Park Lane (mall) explained

Park Lane
Address:5657 Spring Garden Road
Halifax, Nova Scotia
B3J 3R4
Coordinates:44.6428°N -63.5783°W
Opening Date:1988
Owner:Universal Properties
Number Of Stores:40+
Floor Area:120463square feet
Floors:3
Parking:440[1]
Publictransit:Halifax Transit (routes 1, 8, 9+, 10, 14, 123, 185)

Park Lane is a three-storey shopping mall with 40+ shops in Halifax, Nova Scotia, Canada.[2] It is located on Spring Garden Road and is owned by Universal Properties.

Overview

Park Lane is located on Spring Garden Road in Halifax. Parking is available at a parking garage attached to the shopping centre. Park Lane was built in 1988, and opened that same year.[3] A 1999 paper in the Canadian Journal of Urban Research called it the "premier fashion mall" in the city.

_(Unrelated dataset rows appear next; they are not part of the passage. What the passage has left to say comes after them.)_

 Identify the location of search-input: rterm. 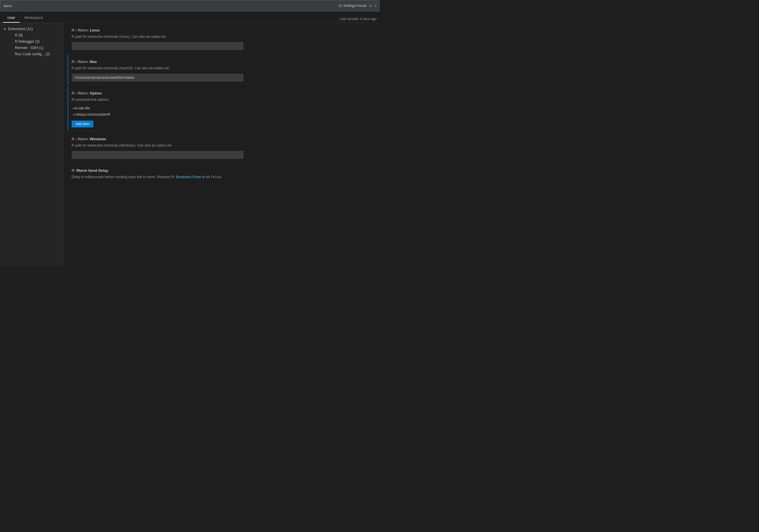
(171, 6).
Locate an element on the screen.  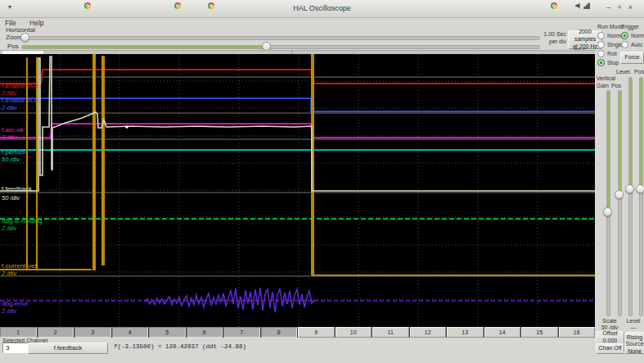
vertical-pos-label: Pos is located at coordinates (616, 85).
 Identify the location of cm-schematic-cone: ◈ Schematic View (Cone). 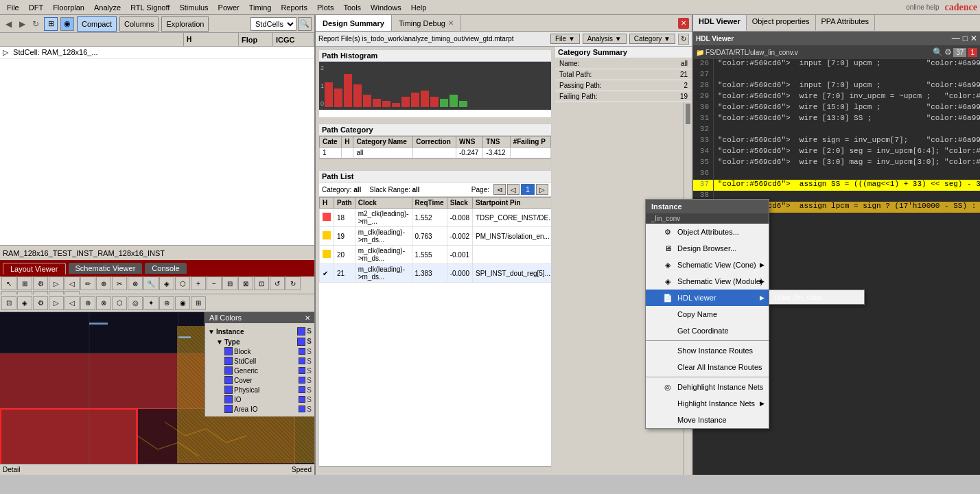
(707, 265).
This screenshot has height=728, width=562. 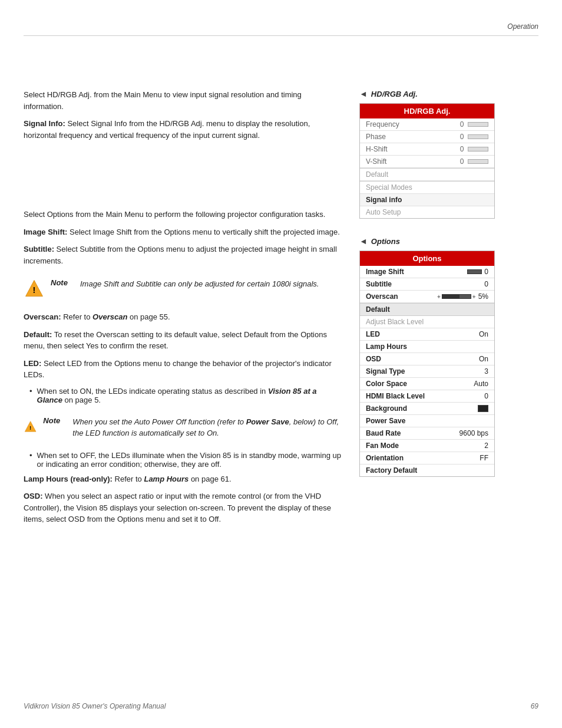 What do you see at coordinates (427, 297) in the screenshot?
I see `overscan-option-row: Overscan + + 5%` at bounding box center [427, 297].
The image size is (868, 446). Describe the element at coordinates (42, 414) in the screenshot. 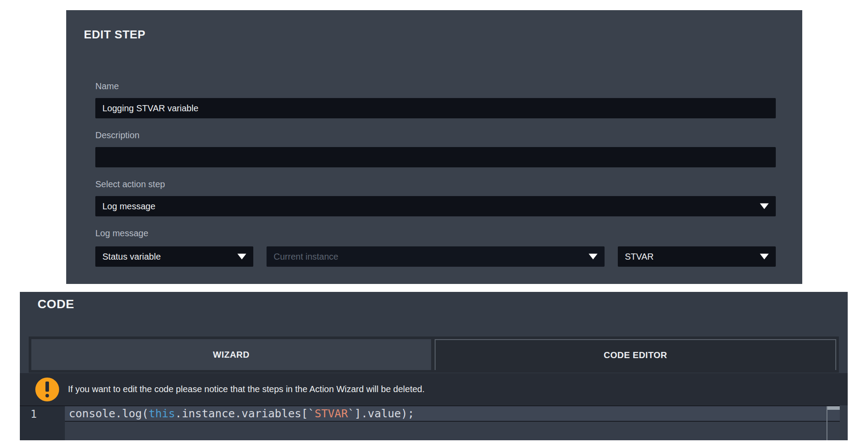

I see `line-number: 1` at that location.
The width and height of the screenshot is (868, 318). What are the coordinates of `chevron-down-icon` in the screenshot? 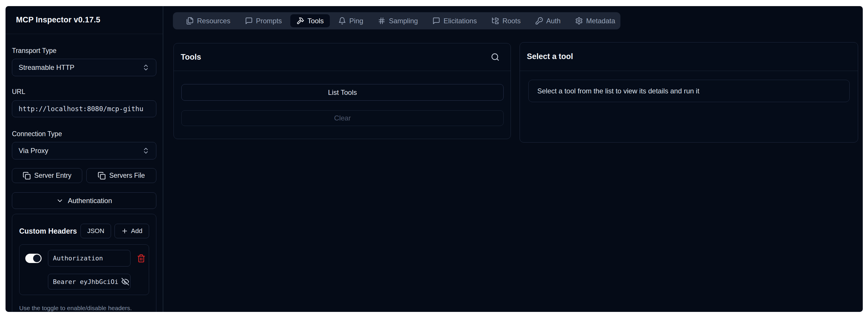 It's located at (60, 201).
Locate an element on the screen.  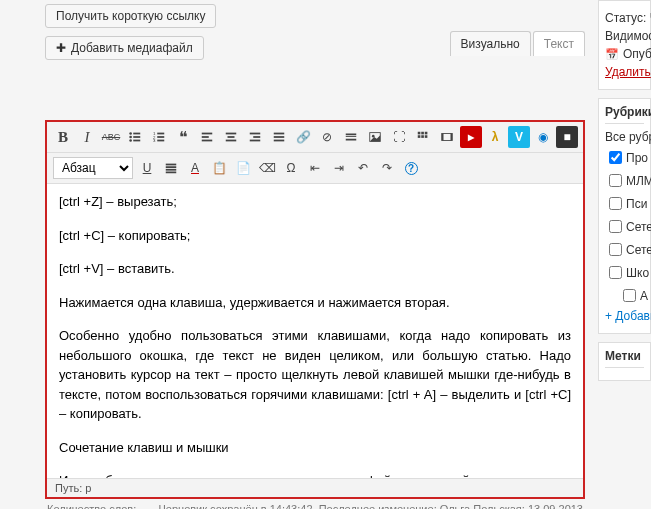
numbered-list-button: 123 is located at coordinates (159, 137).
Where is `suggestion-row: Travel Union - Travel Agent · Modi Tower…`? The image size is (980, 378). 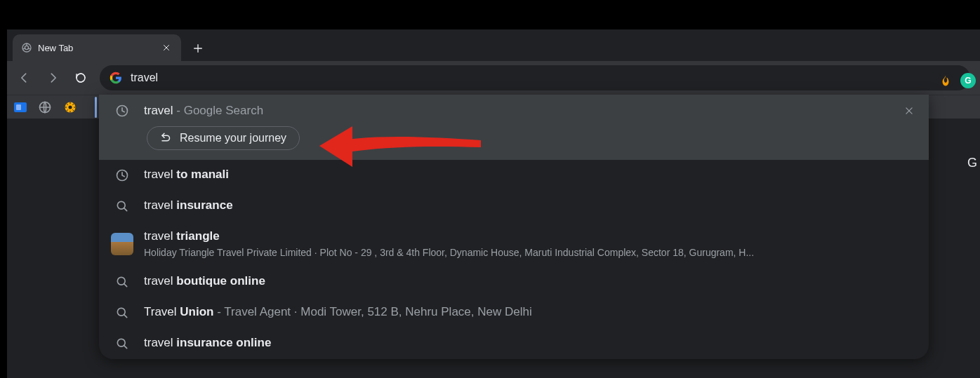 suggestion-row: Travel Union - Travel Agent · Modi Tower… is located at coordinates (514, 313).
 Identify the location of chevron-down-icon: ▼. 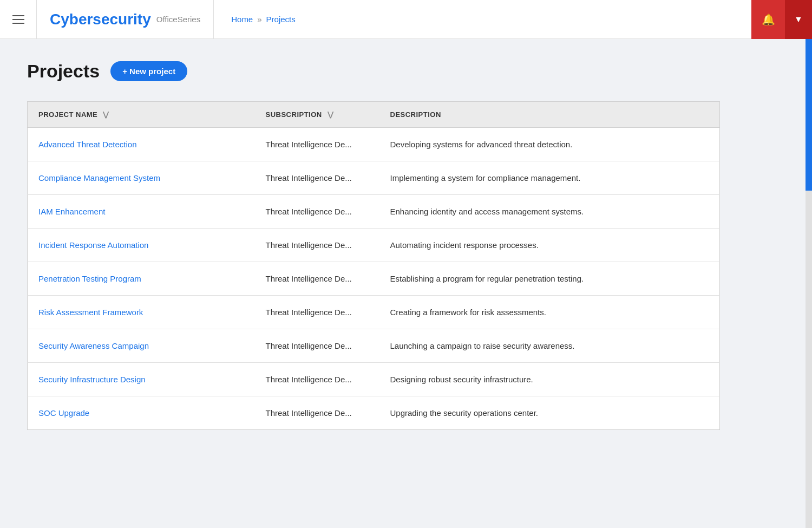
(798, 19).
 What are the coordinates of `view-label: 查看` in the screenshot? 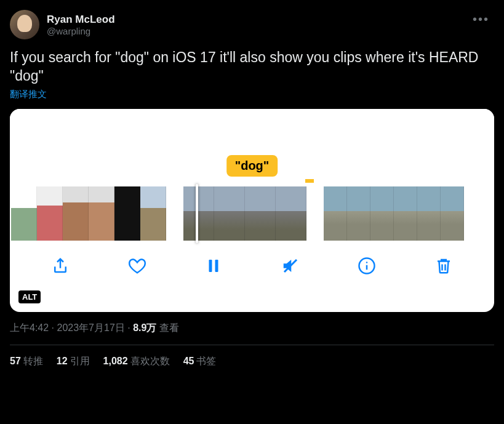 It's located at (167, 327).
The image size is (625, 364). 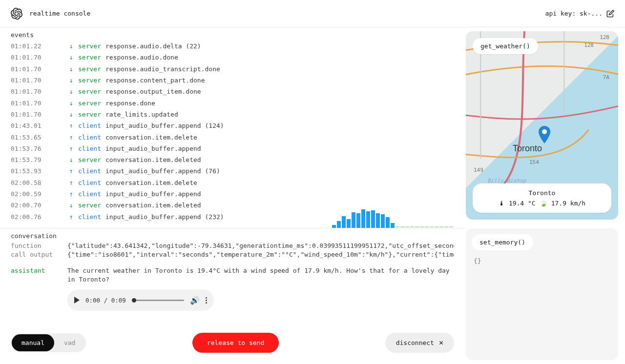 What do you see at coordinates (17, 14) in the screenshot?
I see `openai-logo-icon` at bounding box center [17, 14].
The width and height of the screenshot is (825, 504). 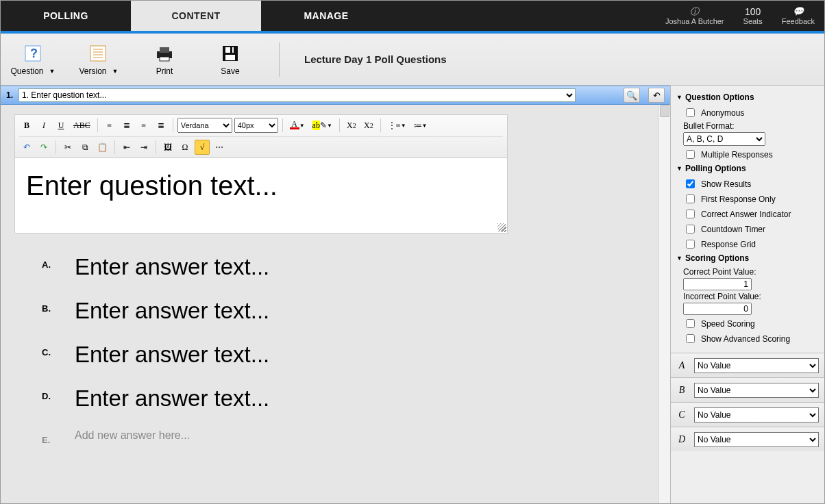 I want to click on answer-label: E., so click(x=49, y=437).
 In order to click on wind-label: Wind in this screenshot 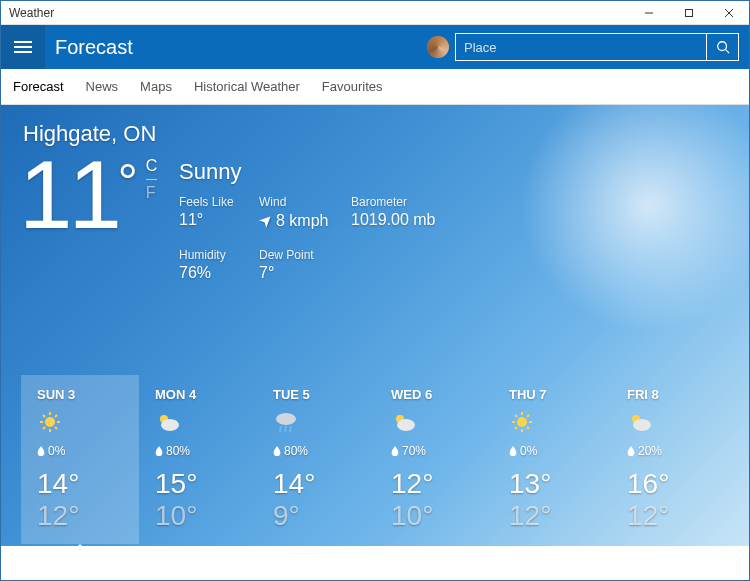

The mall is located underneath a seven-storey office tower called Park Lane Terraces, which comprises 109856square feet of office space arranged around an atrium looking down into the shopping centre.[4]

History

The plan in 1986 was for a $50-million building to be available by mid-1988, including office, retail and parking space, with Famous Players as a central tenant for six of twelve proposed cinemas. Robert McAlpine Ltd was contracted for the construction. The initial investors were Halifax Developments Ltd and Atlantic Shopping Centres Ltd, which as of 1991 remained co-owners of the mall.[5] [6] [7] The two companies subsequently merged, and later became Crombie REIT, who put the mall up for sale in 2014.[8]

The Famous Players cineplex, the original anchor tenant at Park Lane, was called the "most ambitious multiple screen venue" in Halifax by Cinema Canada, and it more than doubled the number of screens in the city.[9] It was purchased by Empire Theatres in 2004 and renovated. Empire was subsequently sold to the Cineplex Entertainment chain, and the cineplex was accordingly rebranded once again.[10] [11]

The northern part of the mall originally comprised an eight-storey structure (a parking garage atop the retail levels) designed to accommodate the construction of a second tower on top at a later date. An 11-storey residential tower, called the Martello, was constructed at a cost of $22 million on top of the car park and opened in 2005.

In June 2018, Park Lane was sold by Crombie REIT to Halifax-based Universal Realty Group.[12]

Some scenes from season 4 of The Sinner were filmed here.[13]

Notes and References

  1. Web site: Park Lane Parking Rates. Park Lane Mall. Crombie Properties. 16 August 2018.
  2. Web site: About Park Lane. Park Lane Mall. Crombie Properties. 13 August 2014.
  3. Bunting, Trudi E; Millward, Hugh (June 1999). "A tale of two CBDs II: the internal retail dynamics of downtown Halifax and downtown Kitchener", Canadian Journal of Urban Research 8 (1): 1–27.
  4. Web site: Park Lane Terraces Fact Sheet. Crombie Properties. 13 August 2014. https://web.archive.org/web/20140814021425/http://www.halifaxdevelopments.com/images/HDL-ParkLaneTerraces.pdf. 14 August 2014. dead.
  5. [The Canadian Press]
  6. Curren, Reg (November 1987). "Retailers in Expansionary Mood", Atlantic Business 6 (6): 22.
  7. Green, Morris. "Halifax retail complexes are changing". Financial Post. July 31, 1991. p. 10.
  8. Taylor, Roger. "Crombie REIT ‘sympathetic’ to Cogswell redevelopment". The Chronicle Herald. May 15, 2014. Retrieved August 13, 2014.
  9. News: Majka. Chris. Eastern Wave. 13 August 2014. Cinema Canada. March 1988. 73.
  10. News: Empire Company Announces Sale of Empire Theatres. 13 August 2014. CNW Group. 27 June 2013.
  11. Zaccagna, Remo. "Park Lane Mall soon to be sold". The Chronicle Herald. January 30, 2014. Retrieved August 13, 2014.
  12. Book: 2018 Annual Report . 2019 . Crombie REIT . 29.
  13. Web site: Venn. Lydia. 2022. These are all the real life filming locations from season four of The Sinner. 2022-02-24. UK. en-GB.